Talk Talk: Detroit coach Jimmy Skinner broadcasts instructions on the bench at the noisy Olympia in January of 1956. Listening up is #11 Marty Pavelich.
Jimmy Skinner’s spirits were high in mid-January of 1956. The coach of the Detroit Red Wings had his charges on a five-game winning streak, and he’d just seen them beat the league-leading Montreal Canadiens 2-0 at Detroit’s Olympia. Skinner was in his second year as Red Wings coach, and he had a record to maintain, having led the team to a Stanley Cup the previous year.
The new year had Skinner tinkering with his team, shifting Red Kelly from defence to left wing, slotting Ted Lindsay onto Alex Delvecchio’s wing, trying Metro Prystai on right wing instead of centre. Sitting third in the standings of the six-team NHL, the Red Wings were making ground on the second-place Rangers and the Canadiens ahead of them.
Playing a leading role in the shutout win over the Canadiens was goaltender Glenn Hall; centre Dutch Reibel had scored both Detroit goals. Credit was due, too, to the home crowd who’d cheered the Wings on: the 14,988 spectators who’d showed up on a Sunday night to see the Canadiens game made it the largest of the season to date.
Fans in the Olympia had been so enthusiastic, in fact, that Skinner’s players had been complaining that they couldn’t hear him on the bench. Skinner’s solution, pictured here, was to have a microphone installed, connecting to a series of “squawk boxes” installed strategically along the length of the bench facing the players. I don’t know how long this broadcast system lasted. I can report that while the Red Wings did make it back to the finals that year, they ceded the Stanley Cup to the Canadiens, falling in five games that April.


Task instructions: Where an entry below contains an image, skip the image and reproduce the rest exactly.

(Dataset records)

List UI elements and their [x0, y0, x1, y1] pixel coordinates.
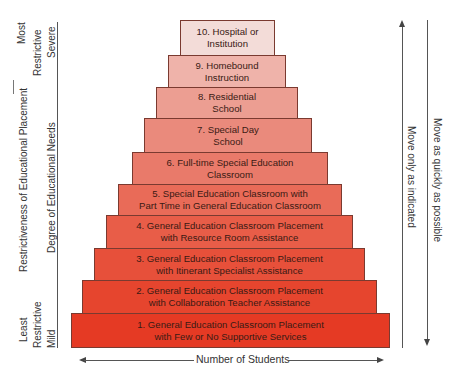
- severe-label: Severe: [46, 26, 57, 58]
- tier-4-resource-room: 4. General Education Classroom Placement…: [106, 215, 353, 249]
- tier-9-homebound: 9. Homebound Instruction: [168, 55, 286, 88]
- tier-6-full-time-special: 6. Full-time Special Education Classroom: [132, 152, 328, 185]
- right-arrow-head-icon: [377, 357, 384, 363]
- move-as-quickly-label: Move as quickly as possible: [432, 118, 443, 242]
- up-arrow-head-icon: [399, 20, 405, 27]
- tier-7-special-day: 7. Special Day School: [144, 118, 312, 153]
- tier-label: 6. Full-time Special Education Classroom: [167, 157, 294, 181]
- tier-5-special-part-time: 5. Special Education Classroom with Part…: [118, 184, 342, 216]
- down-arrow-line: [427, 20, 428, 340]
- tier-label: 10. Hospital or Institution: [197, 26, 259, 50]
- down-arrow-head-icon: [424, 339, 430, 346]
- restrictive-bottom-label: Restrictive: [32, 301, 43, 348]
- number-of-students-label: Number of Students: [196, 353, 289, 365]
- tier-10-hospital: 10. Hospital or Institution: [180, 20, 275, 56]
- restrictive-top-label: Restrictive: [32, 29, 43, 76]
- tier-label: 5. Special Education Classroom with Part…: [139, 188, 321, 212]
- tier-2-collaboration: 2. General Education Classroom Placement…: [82, 280, 377, 314]
- mild-label: Mild: [46, 330, 57, 348]
- tier-8-residential: 8. Residential School: [156, 87, 298, 119]
- tier-label: 3. General Education Classroom Placement…: [136, 253, 323, 277]
- move-only-as-indicated-label: Move only as indicated: [406, 126, 417, 228]
- educational-needs-label: Degree of Educational Needs: [46, 122, 57, 253]
- least-label: Least: [18, 318, 29, 342]
- tier-label: 4. General Education Classroom Placement…: [136, 220, 323, 244]
- restrictiveness-label: Restrictiveness of Educational Placement: [18, 88, 29, 272]
- tier-3-itinerant: 3. General Education Classroom Placement…: [94, 248, 365, 281]
- tier-1-general-education: 1. General Education Classroom Placement…: [71, 313, 390, 348]
- left-axis-line: [57, 22, 58, 348]
- up-arrow-line: [402, 26, 403, 348]
- bottom-arrow-line-left: [84, 360, 194, 361]
- bottom-arrow-line-right: [288, 360, 378, 361]
- tier-label: 7. Special Day School: [197, 124, 259, 148]
- tier-label: 8. Residential School: [198, 91, 256, 115]
- tier-label: 1. General Education Classroom Placement…: [137, 319, 324, 343]
- tier-label: 2. General Education Classroom Placement…: [136, 285, 323, 309]
- tier-label: 9. Homebound Instruction: [196, 60, 259, 84]
- most-label: Most: [16, 22, 27, 44]
- outer-rule-upper: [13, 80, 14, 94]
- outer-rule-top: [30, 78, 31, 84]
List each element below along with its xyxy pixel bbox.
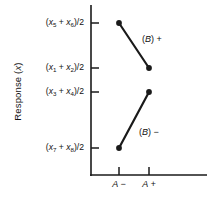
- series-line-b-minus: [119, 92, 149, 148]
- series-b-minus-point-1: [146, 89, 152, 95]
- series-line-b-plus: [119, 23, 149, 68]
- series-b-plus-point-1: [146, 65, 152, 71]
- x-tick-label-1: A +: [129, 179, 169, 189]
- series-b-plus-suffix: ) +: [151, 34, 162, 44]
- series-label-b-plus: (B) +: [142, 34, 162, 44]
- series-b-plus-point-0: [116, 20, 122, 26]
- series-b-minus-point-0: [116, 145, 122, 151]
- series-label-b-minus: (B) −: [139, 127, 159, 137]
- factorial-interaction-plot: Response (x) (x5 + x6)/2 (x1 + x2)/2 (x3…: [0, 0, 215, 203]
- series-b-minus-suffix: ) −: [148, 127, 159, 137]
- plot-canvas: [0, 0, 215, 203]
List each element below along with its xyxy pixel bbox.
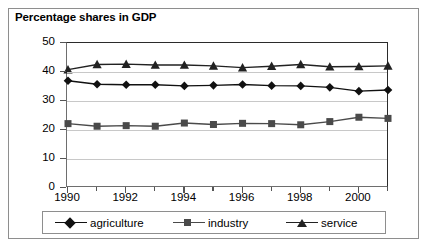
y-axis-tick-label: 20	[9, 123, 55, 134]
data-point	[180, 82, 189, 91]
x-axis-tick-label: 1996	[220, 191, 264, 203]
data-point	[210, 121, 217, 128]
x-axis-tick-mark	[387, 187, 388, 191]
legend-marker-triangle-icon	[286, 217, 318, 229]
series-layer	[67, 43, 389, 188]
x-axis-tick-mark	[329, 187, 330, 191]
data-point	[122, 80, 131, 89]
data-point	[239, 120, 246, 127]
data-point	[267, 81, 276, 90]
x-axis-tick-mark	[271, 187, 272, 191]
series-line	[68, 64, 388, 70]
series-industry	[65, 114, 392, 130]
y-axis-tick-mark	[60, 42, 66, 43]
legend-entry-industry[interactable]: industry	[173, 212, 248, 233]
data-point	[94, 123, 101, 130]
y-axis-tick-label: 10	[9, 152, 55, 163]
series-line	[68, 81, 388, 91]
data-point	[152, 123, 159, 130]
legend-label: service	[321, 217, 357, 229]
x-axis-tick-mark	[154, 187, 155, 191]
data-point	[384, 86, 393, 95]
gridline	[67, 72, 387, 73]
gridline	[67, 130, 387, 131]
x-axis-tick-mark	[212, 187, 213, 191]
chart-legend: agricultureindustryservice	[42, 211, 386, 234]
legend-label: agriculture	[90, 217, 144, 229]
y-axis-tick-label: 30	[9, 94, 55, 105]
data-point	[238, 80, 247, 89]
y-axis-tick-label: 50	[9, 36, 55, 47]
series-line	[68, 117, 388, 126]
y-axis-tick-mark	[60, 158, 66, 159]
gridline	[67, 159, 387, 160]
data-point	[326, 118, 333, 125]
plot-area	[66, 42, 388, 187]
data-point	[151, 80, 160, 89]
data-point	[297, 121, 304, 128]
chart-figure: Percentage shares in GDP agricultureindu…	[8, 8, 419, 239]
y-axis-tick-mark	[60, 187, 66, 188]
x-axis-tick-label: 2000	[336, 191, 380, 203]
x-axis-tick-mark	[96, 187, 97, 191]
gridline	[67, 101, 387, 102]
x-axis-tick-label: 1990	[45, 191, 89, 203]
y-axis-tick-mark	[60, 71, 66, 72]
y-axis-tick-mark	[60, 129, 66, 130]
legend-label: industry	[208, 217, 248, 229]
data-point	[326, 83, 335, 92]
legend-entry-service[interactable]: service	[286, 212, 357, 233]
data-point	[64, 76, 73, 85]
y-axis-tick-label: 40	[9, 65, 55, 76]
chart-title: Percentage shares in GDP	[15, 11, 215, 24]
data-point	[209, 81, 218, 90]
series-agriculture	[64, 76, 393, 95]
legend-entry-agriculture[interactable]: agriculture	[55, 212, 144, 233]
data-point	[355, 114, 362, 121]
data-point	[65, 120, 72, 127]
data-point	[123, 122, 130, 129]
data-point	[181, 120, 188, 127]
legend-marker-diamond-icon	[55, 217, 87, 229]
data-point	[355, 87, 364, 96]
x-axis-tick-label: 1998	[278, 191, 322, 203]
data-point	[385, 115, 392, 122]
data-point	[296, 82, 305, 91]
data-point	[268, 120, 275, 127]
y-axis-tick-mark	[60, 100, 66, 101]
data-point	[93, 80, 102, 89]
x-axis-tick-label: 1992	[103, 191, 147, 203]
x-axis-tick-label: 1994	[161, 191, 205, 203]
legend-marker-square-icon	[173, 217, 205, 229]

(End Dataset records)

Task answer:
List UI elements and their [x0, y0, x1, y1] pixel coordinates.
- severe-label: Severe: [46, 26, 57, 58]
- tier-4-resource-room: 4. General Education Classroom Placement…: [106, 215, 353, 249]
- tier-9-homebound: 9. Homebound Instruction: [168, 55, 286, 88]
- tier-6-full-time-special: 6. Full-time Special Education Classroom: [132, 152, 328, 185]
- right-arrow-head-icon: [377, 357, 384, 363]
- move-as-quickly-label: Move as quickly as possible: [432, 118, 443, 242]
- up-arrow-head-icon: [399, 20, 405, 27]
- tier-7-special-day: 7. Special Day School: [144, 118, 312, 153]
- tier-label: 6. Full-time Special Education Classroom: [167, 157, 294, 181]
- tier-5-special-part-time: 5. Special Education Classroom with Part…: [118, 184, 342, 216]
- down-arrow-line: [427, 20, 428, 340]
- tier-label: 10. Hospital or Institution: [197, 26, 259, 50]
- down-arrow-head-icon: [424, 339, 430, 346]
- restrictive-bottom-label: Restrictive: [32, 301, 43, 348]
- number-of-students-label: Number of Students: [196, 353, 289, 365]
- tier-10-hospital: 10. Hospital or Institution: [180, 20, 275, 56]
- restrictive-top-label: Restrictive: [32, 29, 43, 76]
- tier-label: 5. Special Education Classroom with Part…: [139, 188, 321, 212]
- tier-2-collaboration: 2. General Education Classroom Placement…: [82, 280, 377, 314]
- mild-label: Mild: [46, 330, 57, 348]
- tier-8-residential: 8. Residential School: [156, 87, 298, 119]
- tier-label: 3. General Education Classroom Placement…: [136, 253, 323, 277]
- move-only-as-indicated-label: Move only as indicated: [406, 126, 417, 228]
- educational-needs-label: Degree of Educational Needs: [46, 122, 57, 253]
- least-label: Least: [18, 318, 29, 342]
- tier-label: 4. General Education Classroom Placement…: [136, 220, 323, 244]
- restrictiveness-label: Restrictiveness of Educational Placement: [18, 88, 29, 272]
- tier-3-itinerant: 3. General Education Classroom Placement…: [94, 248, 365, 281]
- tier-1-general-education: 1. General Education Classroom Placement…: [71, 313, 390, 348]
- left-axis-line: [57, 22, 58, 348]
- up-arrow-line: [402, 26, 403, 348]
- bottom-arrow-line-left: [84, 360, 194, 361]
- bottom-arrow-line-right: [288, 360, 378, 361]
- tier-label: 7. Special Day School: [197, 124, 259, 148]
- tier-label: 8. Residential School: [198, 91, 256, 115]
- tier-label: 1. General Education Classroom Placement…: [137, 319, 324, 343]
- tier-label: 2. General Education Classroom Placement…: [136, 285, 323, 309]
- tier-label: 9. Homebound Instruction: [196, 60, 259, 84]
- most-label: Most: [16, 22, 27, 44]
- outer-rule-upper: [13, 80, 14, 94]
- outer-rule-top: [30, 78, 31, 84]
List each element below along with its xyxy pixel bbox.
- series-line-b-minus: [119, 92, 149, 148]
- series-b-minus-point-1: [146, 89, 152, 95]
- series-line-b-plus: [119, 23, 149, 68]
- series-b-plus-point-1: [146, 65, 152, 71]
- x-tick-label-1: A +: [129, 179, 169, 189]
- series-b-plus-suffix: ) +: [151, 34, 162, 44]
- series-label-b-plus: (B) +: [142, 34, 162, 44]
- series-b-plus-point-0: [116, 20, 122, 26]
- series-b-minus-point-0: [116, 145, 122, 151]
- series-label-b-minus: (B) −: [139, 127, 159, 137]
- factorial-interaction-plot: Response (x) (x5 + x6)/2 (x1 + x2)/2 (x3…: [0, 0, 215, 203]
- series-b-minus-suffix: ) −: [148, 127, 159, 137]
- plot-canvas: [0, 0, 215, 203]
List each element below along with its xyxy pixel bbox.
y-axis-tick-label: 20	[9, 123, 55, 134]
data-point	[180, 82, 189, 91]
x-axis-tick-label: 1996	[220, 191, 264, 203]
data-point	[210, 121, 217, 128]
x-axis-tick-mark	[387, 187, 388, 191]
legend-marker-triangle-icon	[286, 217, 318, 229]
series-layer	[67, 43, 389, 188]
x-axis-tick-mark	[329, 187, 330, 191]
data-point	[122, 80, 131, 89]
data-point	[239, 120, 246, 127]
data-point	[267, 81, 276, 90]
x-axis-tick-mark	[271, 187, 272, 191]
series-line	[68, 64, 388, 70]
series-industry	[65, 114, 392, 130]
y-axis-tick-mark	[60, 42, 66, 43]
legend-entry-industry[interactable]: industry	[173, 212, 248, 233]
data-point	[94, 123, 101, 130]
y-axis-tick-label: 10	[9, 152, 55, 163]
series-line	[68, 81, 388, 91]
data-point	[152, 123, 159, 130]
legend-label: service	[321, 217, 357, 229]
x-axis-tick-mark	[154, 187, 155, 191]
data-point	[384, 86, 393, 95]
gridline	[67, 72, 387, 73]
gridline	[67, 130, 387, 131]
x-axis-tick-mark	[212, 187, 213, 191]
chart-legend: agricultureindustryservice	[42, 211, 386, 234]
legend-label: agriculture	[90, 217, 144, 229]
y-axis-tick-label: 30	[9, 94, 55, 105]
data-point	[238, 80, 247, 89]
y-axis-tick-label: 50	[9, 36, 55, 47]
series-line	[68, 117, 388, 126]
y-axis-tick-mark	[60, 158, 66, 159]
gridline	[67, 159, 387, 160]
data-point	[326, 118, 333, 125]
plot-area	[66, 42, 388, 187]
data-point	[151, 80, 160, 89]
data-point	[297, 121, 304, 128]
chart-figure: Percentage shares in GDP agricultureindu…	[8, 8, 419, 239]
y-axis-tick-mark	[60, 187, 66, 188]
x-axis-tick-label: 2000	[336, 191, 380, 203]
x-axis-tick-mark	[96, 187, 97, 191]
gridline	[67, 101, 387, 102]
x-axis-tick-label: 1990	[45, 191, 89, 203]
y-axis-tick-mark	[60, 71, 66, 72]
y-axis-tick-mark	[60, 129, 66, 130]
legend-label: industry	[208, 217, 248, 229]
data-point	[326, 83, 335, 92]
legend-entry-service[interactable]: service	[286, 212, 357, 233]
data-point	[64, 76, 73, 85]
y-axis-tick-label: 40	[9, 65, 55, 76]
chart-title: Percentage shares in GDP	[15, 11, 215, 24]
data-point	[209, 81, 218, 90]
series-agriculture	[64, 76, 393, 95]
legend-entry-agriculture[interactable]: agriculture	[55, 212, 144, 233]
data-point	[355, 114, 362, 121]
data-point	[65, 120, 72, 127]
data-point	[123, 122, 130, 129]
data-point	[181, 120, 188, 127]
legend-marker-diamond-icon	[55, 217, 87, 229]
data-point	[355, 87, 364, 96]
x-axis-tick-label: 1998	[278, 191, 322, 203]
data-point	[385, 115, 392, 122]
data-point	[296, 82, 305, 91]
data-point	[268, 120, 275, 127]
y-axis-tick-mark	[60, 100, 66, 101]
data-point	[93, 80, 102, 89]
x-axis-tick-label: 1992	[103, 191, 147, 203]
x-axis-tick-label: 1994	[161, 191, 205, 203]
legend-marker-square-icon	[173, 217, 205, 229]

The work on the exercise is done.